His lover whispers, "Yes, they are beautiful, but they are monsters. You love them though."
"I do."
"Then protect and guide them, these beautiful monsters, but promise me this: you will bring them back to me as they are supposed to be."
He promises. Then he calls from the water to the wind, his voice roaring from the cataracts that feed the lake. "We must protect them! We must teach them!"
So a dozen Maiar are sent to the awakened ones, for the Maiar are more like the Children than Ulmo and his kin are or ever will be, and they move among them, even mingling their seed with them. With the guidance of the Maiar, these beautiful people soon regain the strength of their speech, learn once more how to defend themselves, and their songs soar to the stars.
Soon, the people become restless. This does not surprise him, for their ancestors always looked to the horizon, too. Ulmo and his lover watch as the people group themselves, like with like, forming tribes again. Then there are fights over property, wives, and stupid things like whether pale skin and blue eyes are better than brown, and so blood is spilled. Oromë comes to them to prevent the fighting, and the decision is made to leave the lake. The pale tribes follow Oromë and march to the west; the gold and red people go east with their Maiar leading the way; and the brown and black folk return with their Maiar to the south, as if they seek the lands of their ancestors.
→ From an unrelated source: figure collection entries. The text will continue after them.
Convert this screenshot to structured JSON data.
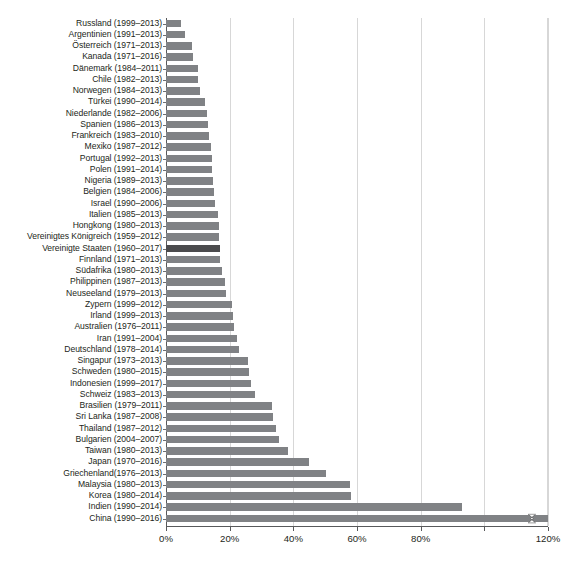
{
  "chart_data": {
    "type": "bar",
    "orientation": "horizontal",
    "title": "",
    "subtitle": "",
    "xlabel": "",
    "ylabel": "",
    "xlim": [
      0,
      120
    ],
    "grid": true,
    "legend_position": "none",
    "xtick_labels": [
      "0%",
      "20%",
      "40%",
      "60%",
      "80%",
      "120%"
    ],
    "xticks": [
      0,
      20,
      40,
      60,
      80,
      120
    ],
    "xtick_step": 20,
    "unit": "%",
    "highlight_category": "Vereinigte Staaten (1960–2017)",
    "colors": {
      "bar": "#808285",
      "bar_highlight": "#4b4b4d",
      "gridline": "#d7d7d7",
      "axis": "#58595b",
      "text": "#231f20",
      "background": "#ffffff"
    },
    "categories": [
      "Russland (1999–2013)",
      "Argentinien (1991–2013)",
      "Österreich (1971–2013)",
      "Kanada (1971–2016)",
      "Dänemark (1984–2011)",
      "Chile (1982–2013)",
      "Norwegen (1984–2013)",
      "Türkei (1990–2014)",
      "Niederlande (1982–2006)",
      "Spanien (1986–2013)",
      "Frankreich (1983–2010)",
      "Mexiko (1987–2012)",
      "Portugal (1992–2013)",
      "Polen (1991–2014)",
      "Nigeria (1989–2013)",
      "Belgien (1984–2006)",
      "Israel (1990–2006)",
      "Italien (1985–2013)",
      "Hongkong (1980–2013)",
      "Vereinigtes Königreich (1959–2012)",
      "Vereinigte Staaten (1960–2017)",
      "Finnland (1971–2013)",
      "Südafrika (1980–2013)",
      "Philippinen (1987–2013)",
      "Neuseeland (1979–2013)",
      "Zypern (1999–2012)",
      "Irland (1999–2013)",
      "Australien (1976–2011)",
      "Iran (1991–2004)",
      "Deutschland (1978–2014)",
      "Singapur (1973–2013)",
      "Schweden (1980–2015)",
      "Indonesien (1999–2017)",
      "Schweiz (1983–2013)",
      "Brasilien (1979–2011)",
      "Sri Lanka (1987–2008)",
      "Thailand (1987–2012)",
      "Bulgarien (2004–2007)",
      "Taiwan (1980–2013)",
      "Japan (1970–2016)",
      "Griechenland(1976–2013)",
      "Malaysia (1980–2013)",
      "Korea (1980–2014)",
      "Indien (1990–2014)",
      "China (1990–2016)"
    ],
    "values": [
      4.7,
      6.0,
      8.3,
      8.6,
      10.0,
      10.1,
      10.8,
      12.2,
      13.0,
      13.2,
      13.4,
      14.0,
      14.3,
      14.6,
      14.9,
      15.2,
      15.5,
      16.3,
      16.5,
      16.7,
      17.0,
      17.1,
      17.6,
      18.4,
      18.8,
      20.6,
      21.2,
      21.5,
      22.3,
      23.0,
      25.8,
      26.0,
      26.6,
      27.9,
      33.4,
      33.7,
      34.5,
      35.6,
      38.3,
      45.0,
      50.4,
      57.8,
      58.0,
      93.0,
      120.0
    ],
    "truncated": [
      false,
      false,
      false,
      false,
      false,
      false,
      false,
      false,
      false,
      false,
      false,
      false,
      false,
      false,
      false,
      false,
      false,
      false,
      false,
      false,
      false,
      false,
      false,
      false,
      false,
      false,
      false,
      false,
      false,
      false,
      false,
      false,
      false,
      false,
      false,
      false,
      false,
      false,
      false,
      false,
      false,
      false,
      false,
      false,
      true
    ]
  }
}
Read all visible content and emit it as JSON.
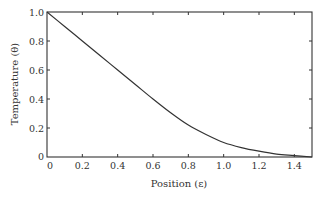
{
  "chart_data": {
    "type": "line",
    "title": "",
    "xlabel": "Position (ε)",
    "ylabel": "Temperature (θ)",
    "xlim": [
      0,
      1.5
    ],
    "ylim": [
      0,
      1.0
    ],
    "x_ticks": [
      0,
      0.2,
      0.4,
      0.6,
      0.8,
      1.0,
      1.2,
      1.4
    ],
    "x_tick_labels": [
      "0",
      "0.2",
      "0.4",
      "0.6",
      "0.8",
      "1.0",
      "1.2",
      "1.4"
    ],
    "y_ticks": [
      0,
      0.2,
      0.4,
      0.6,
      0.8,
      1.0
    ],
    "y_tick_labels": [
      "0",
      "0.2",
      "0.4",
      "0.6",
      "0.8",
      "1.0"
    ],
    "grid": false,
    "legend": null,
    "series": [
      {
        "name": "Temperature",
        "x": [
          0,
          0.1,
          0.2,
          0.3,
          0.4,
          0.5,
          0.6,
          0.7,
          0.8,
          0.9,
          1.0,
          1.1,
          1.2,
          1.3,
          1.4,
          1.5
        ],
        "y": [
          1.0,
          0.9,
          0.8,
          0.7,
          0.6,
          0.5,
          0.4,
          0.305,
          0.22,
          0.155,
          0.1,
          0.065,
          0.04,
          0.02,
          0.01,
          0.0
        ],
        "color": "#333333"
      }
    ]
  },
  "colors": {
    "axis": "#333333",
    "line": "#333333",
    "background": "#ffffff"
  }
}
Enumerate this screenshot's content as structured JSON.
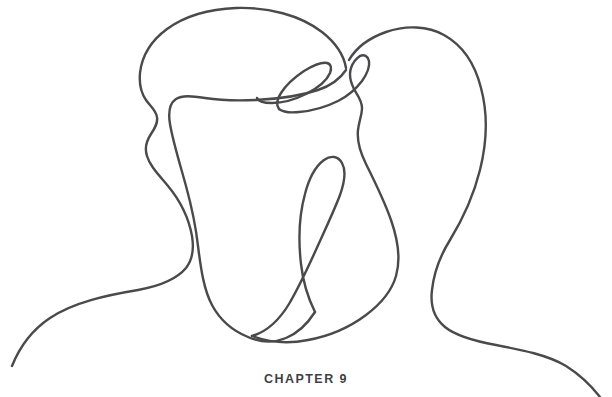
{
  "page": {
    "background_color": "#ffffff",
    "width": 612,
    "height": 397
  },
  "illustration": {
    "name": "two-faces-one-line-drawing",
    "description": "Single continuous line drawing of two profile heads facing each other",
    "stroke_color": "#4a4a4d",
    "stroke_width": 2.4,
    "fill": "none"
  },
  "caption": {
    "text": "CHAPTER 9",
    "color": "#3f3f44",
    "chapter_number": "9",
    "label": "CHAPTER"
  }
}
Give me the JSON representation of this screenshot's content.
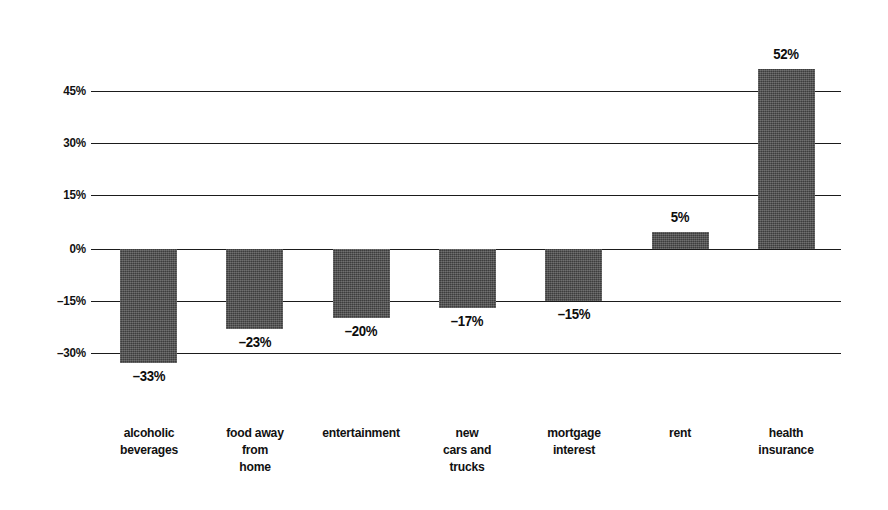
{
  "chart_data": {
    "type": "bar",
    "title": "",
    "subtitle": "",
    "xlabel": "",
    "ylabel": "",
    "categories": [
      "alcoholic beverages",
      "food away from home",
      "entertainment",
      "new cars and trucks",
      "mortgage interest",
      "rent",
      "health insurance"
    ],
    "category_lines": [
      [
        "alcoholic",
        "beverages"
      ],
      [
        "food away",
        "from",
        "home"
      ],
      [
        "entertainment"
      ],
      [
        "new",
        "cars and",
        "trucks"
      ],
      [
        "mortgage",
        "interest"
      ],
      [
        "rent"
      ],
      [
        "health",
        "insurance"
      ]
    ],
    "values": [
      -33,
      -23,
      -20,
      -17,
      -15,
      5,
      52
    ],
    "value_labels": [
      "–33%",
      "–23%",
      "–20%",
      "–17%",
      "–15%",
      "5%",
      "52%"
    ],
    "ylim": [
      -37,
      58
    ],
    "yticks": [
      45,
      30,
      15,
      0,
      -15,
      -30
    ],
    "ytick_labels": [
      "45%",
      "30%",
      "15%",
      "0%",
      "–15%",
      "–30%"
    ],
    "grid": true,
    "legend": "none",
    "bar_color": "#4a4a4a",
    "gridline_color": "#1b1b1b",
    "text_color": "#111111",
    "background_color": "#ffffff"
  }
}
Ulmo keeps watch when they encounter his lover's Children, their mortal kindred, who greet them with wonder and fear, and who give them new names: jinn, yaksha, kitsune, xian, elf. And Ulmo remembers his promise.
Many, many years later, Ulmo floats on his lover's currents near a ship where two mortals — a man and a woman — stand together and look over the sea toward the shores of the vast southern land that gave birth to all people. He knows the man's name. He is a great captain and a king's son, and he carries the blood of the beautiful people and a Maia in his veins, not much, but enough. Ulmo knows her name, too, knows she shares the same blood as the captain even if she is not of the line of kings.
"This theory of yours. I cannot say I am altogether comfortable with it," says the man.
"I see only the evidence, Captain Anardil, and you surely see it, too. How can you deny that those apes are so much like us? We must share a common ancestor with them. I am sure of it."
"I hear your arguments, even if they disturb me, but others will deem your theory to be heresy. If you publish your work when we return to Númenor, I fear you will put yourself in great danger, Lady Darwen."
"I know, but it is not right to suppress knowledge, just because it makes us uncomfortable. There is something, though, that just does not fit neatly with my theory."
"What is that?"
"The Elves. How does one explain the Elves?"
Chapter End Notes
Notes:
Saltation references Ulmo's Wife. I have used the Quenya names for the Valar rather than contorting myself into a linguistic pretzel in an attempt to use their Valarin names.
Enkeladim and Ellor Eshúrizel. I have borrowed these terms from "The Notion Club Papers," HoMe IX, Sauron Defeated. Ramer's explanation of them is vague enough to allow extrapolation to identify them with the Valar and whatever plane of existence they inhabit. See also Chosen.
Lady Darwen the naturalist and Captain Anardil (Tar-Aldarion) have appeared in Chronicles of the Fifth Voyage of the Númerrámar: The Loremaster Arrives.
Comments
The Silmarillion Writers' Guild is more than just an archive--we are a community! If you enjoy a fanwork or enjoy a creator's work, please consider letting them know in a comment.